Melissa Quinn of the Washington Examiner reports on U.S. Supreme Court Justice Clarence Thomas’ criticism of his colleagues’ approach to gun rights.
Supreme Court Justice Clarence Thomas criticized the high court after the justices denied a petition to hear a case challenging a California law requiring a 10-day waiting period for gun sales, saying the Second Amendment is a “disfavored right” and the Supreme Court’s “constitutional orphan.”
The case challenged the constitutionality of California’s “cooling-off period,” which requires gun purchasers wait 10 days before they can bring their firearm home.

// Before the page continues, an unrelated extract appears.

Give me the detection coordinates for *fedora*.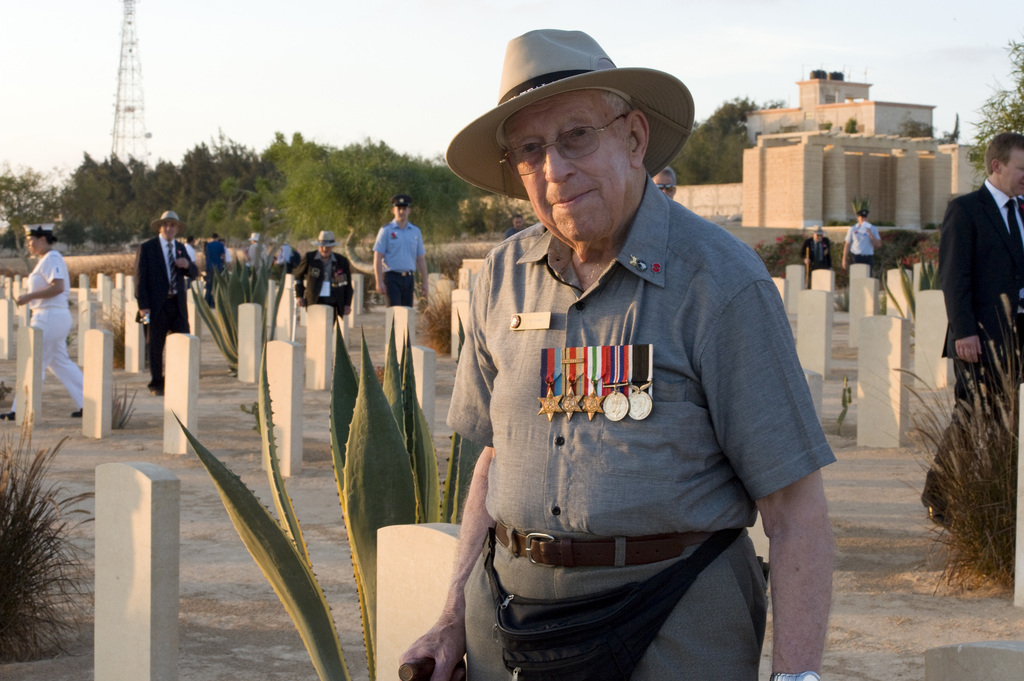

The waiting period applies to those who already have a concealed-carry license in the state and who have firearms registered.
On Tuesday, the U.S. Supreme Court denied a petition from plantiffs Jeff Silvester and Brandon Combs to hear the case.
Thomas said in his dissent he would have allowed the high court to take up the case, and said the decision from the 9th U.S. Circuit Court of Appeals is “symptomatic of the lower courts’ general failure to afford the Second Amendment the respect due an enumerated constitutional right.”
“If a lower court treated another right so cavalierly,” Thomas wrote in his dissent, “I have little doubt that this Court would intervene. But as evidenced by our continued inaction in this area, the Second Amendment is a disfavored right in this Court.”